Looking Beyond Our Own Border

International context

As part of our journey of discovery we will travel back in time to discover why Northern Ireland came into existence. Partition was the ‘answer’ not only to divisions and conflict in Ireland but was a model used across Europe after the First World War and has remained an option for those seeking to resolve territorial or ethnic conflicts ever since. To help us understand the Partition of Ireland and to help other communities get involved in the discussion we will look at partition as a solution internationally. 

Speaking in Parliament in 1922 as he attempted to explain Partition and its causes Winston Churchill said 

“ Then came the great War. Every institution, almost, in the, world was strained. Great Empires have been overturned. The whole map of Europe has been changed. The position of countries has been violently altered. The modes of thought of men, the whole outlook on affairs, the grouping of parties, all have encountered violent and tremendous changes in the deluge of the world, but as the deluge subsides and the waters fall short we see the dreary steeples of Fermanagh and Tyrone emerging once again. The integrity of their quarrel is one of the few institutions that has been unaltered in the cataclysm which has swept the world.
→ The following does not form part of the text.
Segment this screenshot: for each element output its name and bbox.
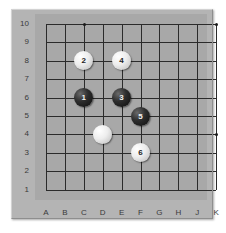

That says a lot for the persistency with which Irish men on the one side or the other are able to pursue their controversies. It says a great deal for the power which Ireland has, both Nationalist and Orange, to lay their hands upon the vital strings of British life and politics, and to hold, dominate, and convulse, year after year, generation after generation, the politics of this powerful country.” 
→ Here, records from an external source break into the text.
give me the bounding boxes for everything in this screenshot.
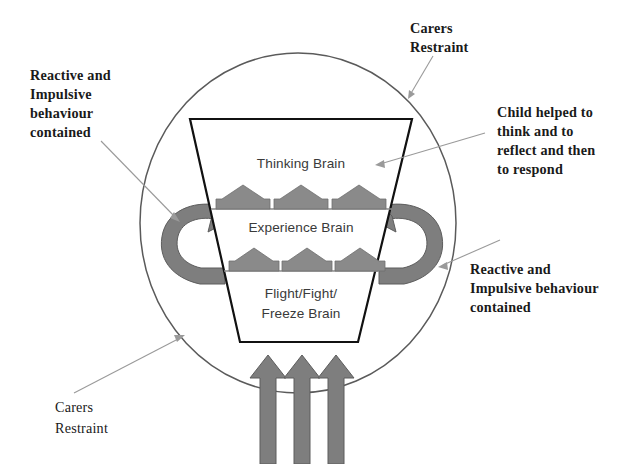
annotation-line: Restraint xyxy=(410,39,469,55)
input-arrow-2 xyxy=(284,355,320,464)
leader-line-carers-restraint-bottom xyxy=(74,338,180,393)
input-arrow-1 xyxy=(250,355,286,464)
annotation-carers-restraint-top: Carers Restraint xyxy=(410,20,469,55)
brain-containment-diagram: Thinking Brain Experience Brain Flight/F… xyxy=(0,0,642,464)
leader-arrowhead-reactive-right xyxy=(438,262,448,270)
leader-line-carers-restraint-top xyxy=(410,56,433,95)
annotation-line: contained xyxy=(30,124,91,140)
annotation-line: Impulsive behaviour xyxy=(470,280,599,296)
annotation-line: reflect and then xyxy=(497,142,595,158)
input-arrow-3 xyxy=(318,355,354,464)
layer-label-experience-brain: Experience Brain xyxy=(248,220,353,235)
layer-label-thinking-brain: Thinking Brain xyxy=(257,156,345,171)
layer-label-flight-fight-freeze-brain-line2: Freeze Brain xyxy=(261,306,340,321)
annotation-line: Impulsive xyxy=(30,86,92,102)
annotation-line: behaviour xyxy=(30,105,93,121)
annotation-line: Reactive and xyxy=(30,67,111,83)
annotation-reactive-impulsive-right: Reactive and Impulsive behaviour contain… xyxy=(470,261,599,315)
annotation-line: Carers xyxy=(55,399,94,415)
leader-arrowhead-carers-restraint-top xyxy=(408,90,415,99)
annotation-line: think and to xyxy=(497,123,574,139)
annotation-line: to respond xyxy=(497,161,563,177)
annotation-reactive-impulsive-left: Reactive and Impulsive behaviour contain… xyxy=(30,67,111,140)
diagram-canvas: Thinking Brain Experience Brain Flight/F… xyxy=(0,0,642,464)
annotation-child-helped: Child helped to think and to reflect and… xyxy=(497,104,595,177)
input-arrow-group xyxy=(250,355,354,464)
annotation-carers-restraint-bottom: Carers Restraint xyxy=(55,399,108,436)
divider-row-experience xyxy=(211,185,392,209)
annotation-line: Restraint xyxy=(55,420,108,436)
leader-line-reactive-left xyxy=(101,141,176,218)
annotation-line: Reactive and xyxy=(470,261,551,277)
annotation-line: contained xyxy=(470,299,531,315)
annotation-line: Child helped to xyxy=(497,104,593,120)
layer-label-flight-fight-freeze-brain-line1: Flight/Fight/ xyxy=(265,286,337,301)
annotation-line: Carers xyxy=(410,20,453,36)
He encapsulates one of the challenges of this project and it is the challenge with to understand the Irish Question and also to see it in more than just parochial terms. It is not just limited to Irish history or British history but to the formation of modern Europe and indeed the modern post colonial world. 

The Partition Solutions part of the project will seek to take us above the “dreary steeples of Fermanagh and Tyrone’ and show us a world view which will help us all understand our local situation better. It will challenge accepted ‘truths’ by setting them alongside International comparisons, and it will seek to develop learning from these comparisons which can be of global use. 

Latest project news

Articles and news items which help us understand the international context of Irish Partition.